Belarus Becomes Feudal: Locking Zones, Locking People
- Admin of the NAM

- Nov 7
- 3 min read

On October 20, Lukashenko signed the decree "On the Fixing of Raw Material Zones"
According to the document, regional executive committees (oblastispolkoms) must now determine which agricultural enterprises will supply meat and dairy processing plants. In simple terms — each processor will be assigned specific suppliers.
The official explanation sounds noble: "to ensure the efficient operation of enterprises and increase capacity utilization". But in reality, this is not about efficiency. It’s about control. About a hand-operated economy, where everything depends not on the market but on orders.
Similar schemes existed in the USSR, when collective farms were assigned to factories and milk collection points. Farmers had no choice whom to sell their milk or meat to — everything was decided from above. Today, Lukashenko is effectively bringing back the same system, under the guise of modern management.
Instead of competition and market incentives, there is administrative assignment. Instead of growth, there is preservation of backwardness. Instead of genuine support for agricultural producers, there is another attempt to tighten the screws and subjugate the entire sector to the vertical of power.
This decree is an administrative, non-market measure that may temporarily increase capacity utilization but will not be effective in the long term for competitiveness or development. It will not even ensure the basic survival of agricultural enterprises.
Agricultural enterprises will no longer be able to choose whom to sell their raw materials to. Prices will be dictated by the processor, who has no competitors. This is a path toward declining incomes. When results no longer depend on effort, motivation disappears. Why improve quality if goods can only be delivered to one place at a fixed price?
Decisions about who is assigned to whom are made by local officials. This creates the perfect environment for deals, kickbacks, and behind-the-scenes schemes. The decree gives oblastispolkoms a powerful tool of control. This fits the overall model of the regime’s economy in Belarus, where decisions are made by the administrative center rather than the market.
Lukashenko likes to talk about “supporting domestic producers,” but instead of investing in technology and infrastructure, the state relies on decrees and coercion.
If we follow the logic of this decree, the next step is obvious: to assign people to these "raw material zones". So that workers cannot leave without permission. Lukashenko had previously threatened this: "No mechanic, milkwoman, and so on in the agricultural enterprise can take a step to the left or right without the decision of the manager".
This is sarcasm — but in Belarus under a dictator, sarcasm often becomes reality. Today — enterprises are assigned; tomorrow — workers will be assigned; the day after tomorrow — every Belarusian will be told where they must work.
Belarus is turning into an economic version of a feudal state, where agricultural enterprises are not free to choose whom and what to sell.
Why now this decree? It is part of the regime’s broader economic panic. Industry is declining, exports shrinking, foreign trade deficits growing, and the budget is short of money. Meat and dairy plant utilization has dropped, stockpiles are increasing, and profits are falling.
Instead of addressing fundamental problems — modernization, logistics, marketing — Lukashenko chooses the old path: forcing compliance by decree.
But the economy does not obey orders. It responds to interest and profit. History has repeatedly proven this.
In 2016, a similar idea of assigning suppliers to processors was implemented temporarily, and it led to enterprises supplying low-quality raw materials just to meet quotas.
In 2022, after forced redistribution of grain, decisions were made at oblast executive committees and the Ministry of Agriculture under Decree No. 754 "On the Establishment of Raw Material Zones". Some enterprises suffered losses — logistics costs increased, prices stayed low.
Today, in Russia, similar schemes in meat and dairy are already recognized as ineffective — the market deteriorated, and producers became hostages of monopolies.
The decree "On the Fixing of Raw Material Zones" is not an economic reform. It is a symptom of fear. Fear of losing control as the old system cracks, people leave villages, and budgets run empty.
Lukashenko is incapable of building an economy where incentives drive growth, so he takes the whip. But the whip will not make a cow give more milk.
He wants to force Belarus to live by the principle: "If the system doesn’t work — tighten control".
But the tighter he turns the screws, the faster the mechanism breaks. The decree is another proof that his economy relies not on development, but on fear and subordination.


--- Your assignment ---
Find and copy each line of the data that includes "icon".

--- Supplied data ---
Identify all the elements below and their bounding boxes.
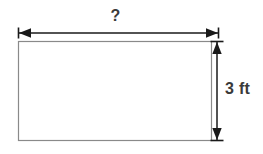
width-left-arrowhead — [19, 28, 31, 38]
height-top-arrowhead — [212, 42, 221, 54]
width-right-arrowhead — [206, 28, 218, 38]
width-dimension-label: ? — [0, 8, 231, 24]
height-dimension-label: 3 ft — [225, 81, 250, 97]
rectangle-outline — [19, 42, 212, 141]
width-dimension-arrow — [19, 28, 219, 39]
height-dimension-arrow — [211, 42, 224, 141]
geometry-diagram-canvas: ? 3 ft — [0, 0, 263, 154]
height-bottom-arrowhead — [212, 128, 221, 140]
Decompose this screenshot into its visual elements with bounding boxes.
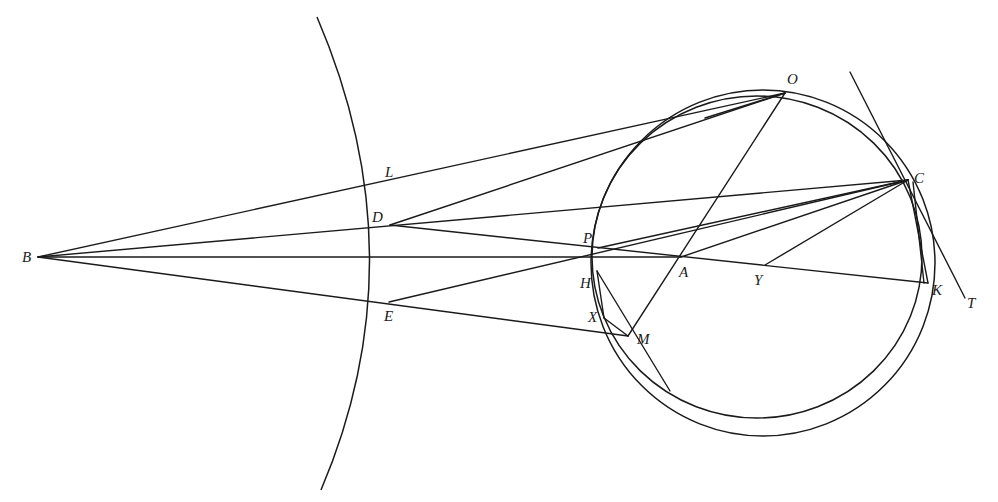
diagram-canvas: B L D E O C P H X M A Y K T — [0, 0, 998, 502]
line-P-C — [598, 180, 908, 248]
label-Y: Y — [754, 272, 764, 288]
line-B-M — [38, 257, 628, 336]
tangent-line — [850, 72, 965, 298]
label-M: M — [636, 331, 651, 347]
geometric-diagram: B L D E O C P H X M A Y K T — [0, 0, 998, 502]
label-A: A — [678, 264, 689, 280]
label-L: L — [384, 164, 393, 180]
label-D: D — [371, 209, 383, 225]
line-B-C — [38, 180, 908, 257]
line-A-C — [681, 180, 908, 257]
label-X: X — [587, 309, 598, 325]
label-K: K — [931, 282, 943, 298]
large-arc — [317, 17, 370, 490]
label-O: O — [787, 71, 798, 87]
label-P: P — [582, 230, 592, 246]
label-T: T — [967, 295, 977, 311]
label-H: H — [579, 275, 592, 291]
line-B-O — [38, 93, 785, 257]
line-E-C — [389, 180, 908, 302]
line-Y-C — [765, 180, 908, 265]
line-D-K — [390, 225, 928, 283]
label-B: B — [22, 249, 31, 265]
line-D-O — [390, 93, 785, 225]
label-C: C — [914, 170, 925, 186]
label-E: E — [383, 308, 393, 324]
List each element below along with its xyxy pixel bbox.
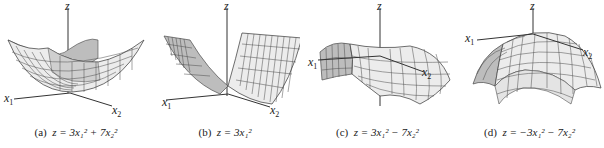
z-axis-label: z [377,0,382,12]
x2-axis-label: x2 [422,66,431,81]
x1-axis-label: x1 [4,92,13,107]
panel-b: z x1 x2 (b) z = 3x₁² [150,0,300,148]
saddle-surface-plot [300,0,455,120]
x2-axis-label: x2 [270,104,279,119]
x1-axis [14,93,70,99]
x1-axis-label: x1 [162,96,171,111]
caption-b: (b) z = 3x₁² [150,126,300,138]
x2-axis-label: x2 [583,46,592,61]
trough-surface-plot [150,0,300,120]
panel-c: z x1 x2 (c) z = 3x₁² − 7x₂² [300,0,455,148]
x2-axis-label: x2 [112,104,121,119]
panel-a: z x1 x2 (a) z = 3x₁² + 7x₂² [0,0,152,148]
caption-c: (c) z = 3x₁² − 7x₂² [300,126,455,138]
z-axis-label: z [65,0,70,12]
bowl-surface-plot [0,0,152,120]
x1-axis-label: x1 [308,56,317,71]
panel-d: z x1 x2 (d) z = −3x₁² − 7x₂² [455,0,604,148]
dome-surface-plot [455,0,604,120]
z-axis-label: z [224,0,229,12]
caption-d: (d) z = −3x₁² − 7x₂² [455,126,604,138]
x1-axis-label: x1 [465,32,474,47]
x2-axis [70,93,112,106]
z-axis-label: z [530,0,535,12]
caption-a: (a) z = 3x₁² + 7x₂² [0,126,152,138]
x1-axis [166,94,228,100]
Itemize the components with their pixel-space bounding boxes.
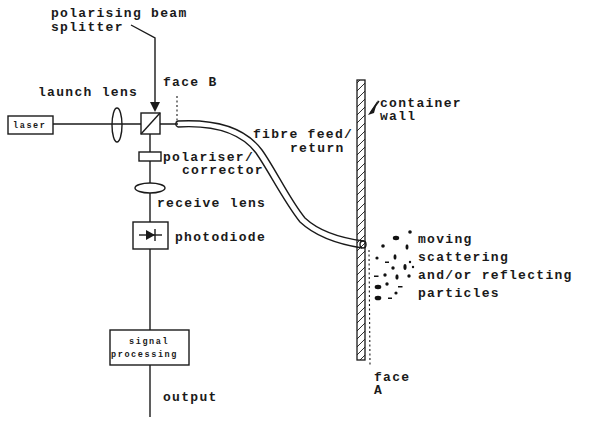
beam-splitter-arrow-icon [150,102,160,112]
launch-lens-label: launch lens [38,85,138,100]
particles-label-line4: particles [418,286,500,301]
laser-label: laser [13,121,47,131]
particles-label-line3: and/or reflecting [418,268,573,283]
face-b-label: face B [163,75,218,90]
receive-lens [135,183,165,193]
polariser-corrector [139,152,161,161]
signal-label-line2: processing [111,350,178,360]
face-a-marker [369,250,370,366]
fibre-label-line1: fibre feed/ [253,127,353,142]
particles-label-line2: scattering [418,250,509,265]
launch-lens [112,108,122,142]
container-arrow-icon [368,100,378,115]
particles [374,230,414,300]
polarising-beam-splitter [141,113,160,134]
photodiode-block [133,222,168,249]
photodiode-label: photodiode [175,230,266,245]
laser-block: laser [8,116,53,134]
container-wall [357,80,365,360]
container-label-line2: wall [380,109,416,124]
output-label: output [163,390,218,405]
fibre-label-line2: return [290,141,345,156]
face-a-label-line2: A [374,383,383,398]
signal-processing-block: signal processing [110,330,189,365]
receive-lens-label: receive lens [157,196,266,211]
diagram-canvas: polarising beam splitter launch lens fac… [0,0,590,421]
particles-label-line1: moving [418,232,473,247]
optical-diagram: polarising beam splitter launch lens fac… [0,0,590,421]
beam-splitter-label-line1: polarising beam [51,6,188,21]
signal-label-line1: signal [129,337,169,347]
beam-splitter-label-line2: splitter [51,20,124,35]
polariser-label-line2: corrector [182,163,264,178]
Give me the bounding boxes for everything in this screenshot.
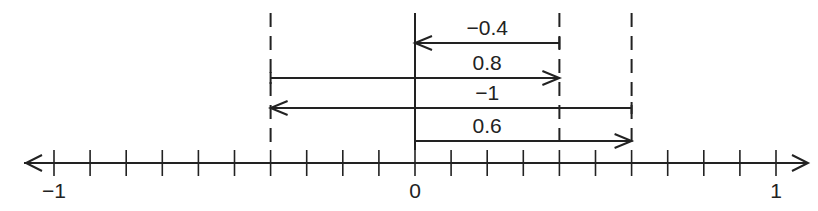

--- Answer space ---
beam-splitter-arrow-icon [150,102,160,112]
container-arrow-icon [368,100,378,115]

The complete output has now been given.